To give an example of my problem, let's consider the toy dataset below, where I have just three sessions: a, b, c. Session a and b registered three events, session c two. Moreover, I have three missing id values.
| DATE |sess_id|
----------------------------------
0 | 2018-01-01 00:19:01 | a |
1 | 2018-01-01 00:19:05 | b |
2 | 2018-01-01 00:21:07 | a |
3 | 2018-01-01 00:22:07 | b |
4 | 2018-01-01 00:25:09 | c |
5 | 2018-01-01 00:25:11 | Nan |
6 | 2018-01-01 00:27:28 | c |
7 | 2018-01-01 00:29:29 | a |
8 | 2018-01-01 00:30:35 | Nan |
9 | 2018-01-01 00:31:16 | b |
10 | 2018-01-01 00:35:22 | Nan |
...
[Image_Timeline example][1]
This is what I would like to obtain:
| DATE |sess_id|
----------------------------------
0 | 2018-01-01 00:19:01 | a |
1 | 2018-01-01 00:19:05 | b |
2 | 2018-01-01 00:21:07 | a |
3 | 2018-01-01 00:22:07 | b |
4 | 2018-01-01 00:25:09 | c |
5 | 2018-01-01 00:25:11 | -99 |
6 | 2018-01-01 00:27:28 | c |
7 | 2018-01-01 00:29:29 | a |
8 | 2018-01-01 00:30:35 | b |
9 | 2018-01-01 00:31:16 | b |
10 | 2018-01-01 00:35:22 | 0 |
...
In this way I will be able to recover at least some of the events without session code.
I think that maybe the first thing to do is to compute two new columns showing the first and last time value for each session, something like that:
foo['last'] = foo.groupby('sess_id')['DATE'].transform(max)
foo['firs'] = foo.groupby('SESSIONCODE')['DATE'].transform(min)
And then use first-last time value to check whether each event whose session id is unknown falls withing that range.
Your intuition seems fine by me, but you can't apply it this way since your dataframe foo doens't have the same size as your groupby dataframe.
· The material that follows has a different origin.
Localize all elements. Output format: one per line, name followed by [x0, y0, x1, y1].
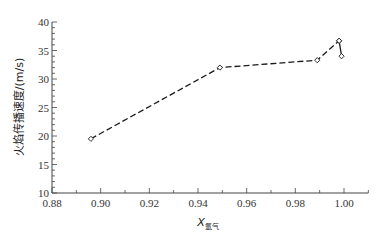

What you could do is map the values like this:
foo['last'] = foo.sess_id.map(foo.groupby('sess_id').DATE.max())
foo['first'] = foo.sess_id.map(foo.groupby('sess_id').DATE.min())
But I don't think it's necessary, you can just use the groupby dataframe as such.
A way to solve your problem could be to look for the missing values in sess_id column, and apply a custom function to the corresponding dates:
def my_custom_function(time):
current_sessions = my_agg.loc[(my_agg['min']<time) & (my_agg['max']>time)]
count = len(current_sessions)
if count == 0:
return 0
if count > 1:
return -99
return current_sessions.index[0]
my_agg = foo.groupby('sess_id').DATE.agg([min,max])
foo.loc[foo.sess_id.isnull(),'sess_id'] = foo.loc[foo.sess_id.isnull(),'DATE'].apply(my_custom_function)
Output:
DATE sess_id
0 2018-01-01 00:19:01 a
1 2018-01-01 00:19:05 b
2 2018-01-01 00:21:07 a
3 2018-01-01 00:22:07 b
4 2018-01-01 00:25:09 c
5 2018-01-01 00:25:11 -99
6 2018-01-01 00:27:28 c
7 2018-01-01 00:29:29 a
8 2018-01-01 00:30:35 b
9 2018-01-01 00:31:16 b
10 2018-01-01 00:35:22 0
I think it performs what you are looking for, though the output you posted in your question seems to contain typos.